Freedom Circle logo
FreedomPedia

Knowledge About Freedom

See also:
  • Individuals
  • Ayn Rand

    Alice O'Connor (born Алиса Зиновьевна Розенбаум, Alisa Zinovyevna Rosenbaum; 1905-1982), better known by her pen name Ayn Rand, was a Russian-born American author and philosopher1. She is known for her fiction and for developing a philosophical system she named Objectivism. Born and educated in Russia, she moved to the United States in 1926. After two early novels that were initially unsuccessful and two Broadway plays, Rand achieved fame with her 1943 novel The Fountainhead. In 1957, she published her best-selling work, the novel Atlas Shrugged. Afterward, until her death in 1982, she turned to non-fiction to promote her philosophy, publishing her own periodicals and releasing several collections of essays.

    Rand advocated reason and rejected faith and religion. She supported rational and ethical egoism as opposed to altruism. In [politics](/topic/politics-philosophy(, she condemned the initiation of force as immoral and supported laissez-faire capitalism, which she defined as the system based on recognizing individual rights, including private property rights. Although she opposed libertarianism, which she viewed as anarchism, Rand is often associated with the modern libertarian movement in the United States. In art, she promoted romantic realism.

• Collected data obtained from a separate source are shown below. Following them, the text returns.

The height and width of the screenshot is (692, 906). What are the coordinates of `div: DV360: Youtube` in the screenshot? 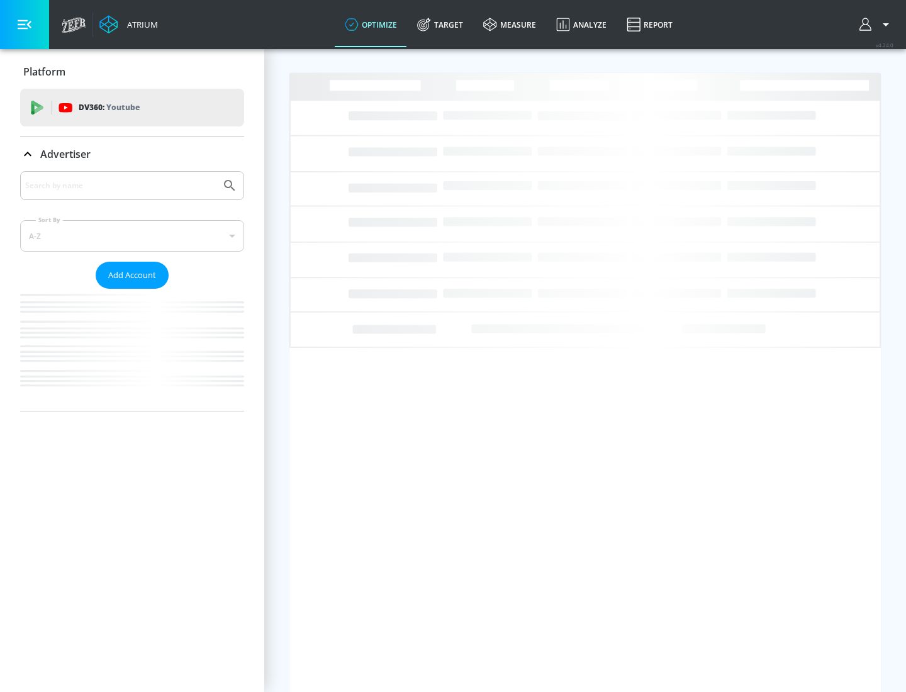 It's located at (132, 108).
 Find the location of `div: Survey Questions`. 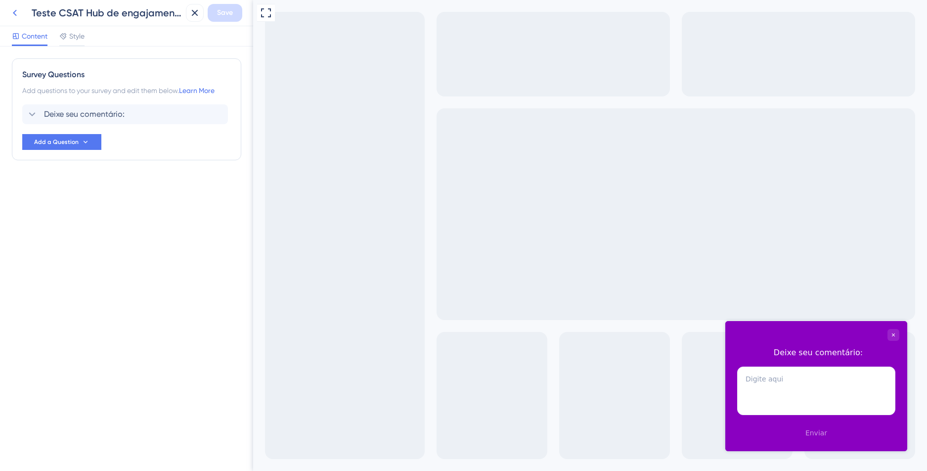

She was sharply critical of most philosophers and philosophical traditions known to her, with a few exceptions.

    Rand's books have sold over 37 million copies. Her fiction received mixed reviews from literary critics, with reviews becoming more negative for her later work2. Although academic interest in her ideas has grown since her death3, academic philosophers have generally ignored or rejected Rand's philosophy, arguing that she has a polemical approach and that her work lacks methodological rigor1. Her writings have politically influenced some right-libertarians and conservatives. The Objectivist movement circulates her ideas, both to the public and in academic settings.


    1. Neera K. Badhwar and Roderick T. Long, "Ayn Rand", Stanford Encyclopedia of Philosophy, 13 July 2020, accessed 31 May 2024. ↩︎

    2. Mimi Reisel Gladstein, The New Ayn Rand Companion (Westport, Connecticut: Greenwood Press, 1999), 117-119. ↩︎

    3. Neil Cocks (ed.), Questioning Ayn Rand : Subjectivity, Political Economy, and the Arts (Cham, Switzerland: Palgrave Macmillan, 2020), 1. ↩︎


    This article is derived from the English Wikipedia article "Ayn Rand" as of 28 May 2024, which is released under the Creative Commons Attribution-Share-Alike License 3.0.